### DATASET EXTRACT ###
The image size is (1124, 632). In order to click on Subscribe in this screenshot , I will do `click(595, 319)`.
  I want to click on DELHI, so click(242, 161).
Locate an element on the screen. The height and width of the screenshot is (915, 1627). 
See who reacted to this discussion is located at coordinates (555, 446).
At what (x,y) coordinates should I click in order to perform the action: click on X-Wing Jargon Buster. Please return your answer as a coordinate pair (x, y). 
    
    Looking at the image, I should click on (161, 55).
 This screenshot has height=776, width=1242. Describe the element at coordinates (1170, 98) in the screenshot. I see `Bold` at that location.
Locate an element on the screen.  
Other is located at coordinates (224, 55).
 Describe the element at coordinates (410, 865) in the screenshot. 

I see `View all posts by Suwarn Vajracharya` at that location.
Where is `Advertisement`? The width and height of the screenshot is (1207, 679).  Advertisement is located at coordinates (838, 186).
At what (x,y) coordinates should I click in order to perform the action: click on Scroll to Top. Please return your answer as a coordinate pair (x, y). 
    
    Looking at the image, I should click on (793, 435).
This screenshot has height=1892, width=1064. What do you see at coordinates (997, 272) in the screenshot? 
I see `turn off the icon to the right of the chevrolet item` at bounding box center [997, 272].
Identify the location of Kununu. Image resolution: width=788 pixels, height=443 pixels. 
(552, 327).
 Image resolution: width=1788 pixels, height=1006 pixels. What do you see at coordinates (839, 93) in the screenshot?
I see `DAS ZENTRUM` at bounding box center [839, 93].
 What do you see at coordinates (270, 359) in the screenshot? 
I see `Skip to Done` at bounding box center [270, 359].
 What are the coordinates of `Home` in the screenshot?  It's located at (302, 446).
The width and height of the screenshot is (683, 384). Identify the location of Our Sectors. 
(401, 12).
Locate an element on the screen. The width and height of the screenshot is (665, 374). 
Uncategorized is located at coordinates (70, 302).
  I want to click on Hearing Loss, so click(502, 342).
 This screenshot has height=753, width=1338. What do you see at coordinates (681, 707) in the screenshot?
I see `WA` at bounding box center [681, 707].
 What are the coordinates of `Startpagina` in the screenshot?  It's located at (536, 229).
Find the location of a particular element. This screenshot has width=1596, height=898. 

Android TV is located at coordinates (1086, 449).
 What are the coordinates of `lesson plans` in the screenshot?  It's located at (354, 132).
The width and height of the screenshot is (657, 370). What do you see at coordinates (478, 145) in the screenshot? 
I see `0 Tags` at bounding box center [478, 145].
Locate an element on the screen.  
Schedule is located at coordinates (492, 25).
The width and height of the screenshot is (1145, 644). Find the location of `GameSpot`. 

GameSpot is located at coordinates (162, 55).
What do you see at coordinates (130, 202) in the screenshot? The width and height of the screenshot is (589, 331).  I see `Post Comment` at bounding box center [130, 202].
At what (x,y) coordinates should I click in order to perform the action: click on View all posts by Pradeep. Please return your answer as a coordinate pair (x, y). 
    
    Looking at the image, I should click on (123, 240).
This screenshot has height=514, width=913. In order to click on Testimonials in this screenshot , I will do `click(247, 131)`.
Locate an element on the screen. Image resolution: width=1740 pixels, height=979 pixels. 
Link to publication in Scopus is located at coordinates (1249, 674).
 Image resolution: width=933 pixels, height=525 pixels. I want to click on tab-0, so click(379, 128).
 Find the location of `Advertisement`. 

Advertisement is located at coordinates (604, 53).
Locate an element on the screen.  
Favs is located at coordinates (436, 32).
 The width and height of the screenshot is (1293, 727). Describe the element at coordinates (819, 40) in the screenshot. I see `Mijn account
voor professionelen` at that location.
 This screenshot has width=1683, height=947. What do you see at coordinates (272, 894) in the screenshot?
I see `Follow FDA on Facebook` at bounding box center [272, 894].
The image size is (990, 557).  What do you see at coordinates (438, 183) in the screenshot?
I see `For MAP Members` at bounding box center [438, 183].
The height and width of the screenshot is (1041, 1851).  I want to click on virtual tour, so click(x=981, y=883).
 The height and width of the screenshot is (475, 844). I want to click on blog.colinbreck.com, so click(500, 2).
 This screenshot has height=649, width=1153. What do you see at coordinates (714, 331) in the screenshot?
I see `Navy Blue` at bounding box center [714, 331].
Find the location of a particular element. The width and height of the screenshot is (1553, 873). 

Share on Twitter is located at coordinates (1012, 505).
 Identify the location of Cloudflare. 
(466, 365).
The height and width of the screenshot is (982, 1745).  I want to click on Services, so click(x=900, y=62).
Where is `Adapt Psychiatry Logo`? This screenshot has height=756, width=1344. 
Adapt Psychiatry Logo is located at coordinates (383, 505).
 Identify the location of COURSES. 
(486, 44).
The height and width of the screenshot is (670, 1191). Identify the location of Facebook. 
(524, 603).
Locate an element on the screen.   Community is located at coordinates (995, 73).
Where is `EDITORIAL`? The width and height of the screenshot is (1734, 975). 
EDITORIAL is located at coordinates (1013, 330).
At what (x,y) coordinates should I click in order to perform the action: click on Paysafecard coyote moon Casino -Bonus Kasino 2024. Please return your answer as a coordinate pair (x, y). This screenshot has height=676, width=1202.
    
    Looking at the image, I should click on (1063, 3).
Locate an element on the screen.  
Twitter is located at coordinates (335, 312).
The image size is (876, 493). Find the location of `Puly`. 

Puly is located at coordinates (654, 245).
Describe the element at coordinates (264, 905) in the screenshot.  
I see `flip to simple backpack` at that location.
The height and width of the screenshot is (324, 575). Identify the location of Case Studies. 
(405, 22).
###
→ ACTION ITEM
Going back to the entries above, set down exactly the lines that begin at the one with "Locate an element on the screen. The width" and end at the one with "What do you see at coordinates (130, 202)", both included, and nothing else.

→ TASK RESULT
Locate an element on the screen. The width and height of the screenshot is (665, 374). 
Uncategorized is located at coordinates (70, 302).
  I want to click on Hearing Loss, so click(502, 342).
 This screenshot has height=753, width=1338. What do you see at coordinates (681, 707) in the screenshot?
I see `WA` at bounding box center [681, 707].
 What are the coordinates of `Startpagina` in the screenshot?  It's located at (536, 229).
Find the location of a particular element. This screenshot has width=1596, height=898. 

Android TV is located at coordinates (1086, 449).
 What are the coordinates of `lesson plans` in the screenshot?  It's located at (354, 132).
The width and height of the screenshot is (657, 370). What do you see at coordinates (478, 145) in the screenshot? 
I see `0 Tags` at bounding box center [478, 145].
Locate an element on the screen.  
Schedule is located at coordinates (492, 25).
The width and height of the screenshot is (1145, 644). Find the location of `GameSpot`. 

GameSpot is located at coordinates (162, 55).
What do you see at coordinates (130, 202) in the screenshot? The width and height of the screenshot is (589, 331).  I see `Post Comment` at bounding box center [130, 202].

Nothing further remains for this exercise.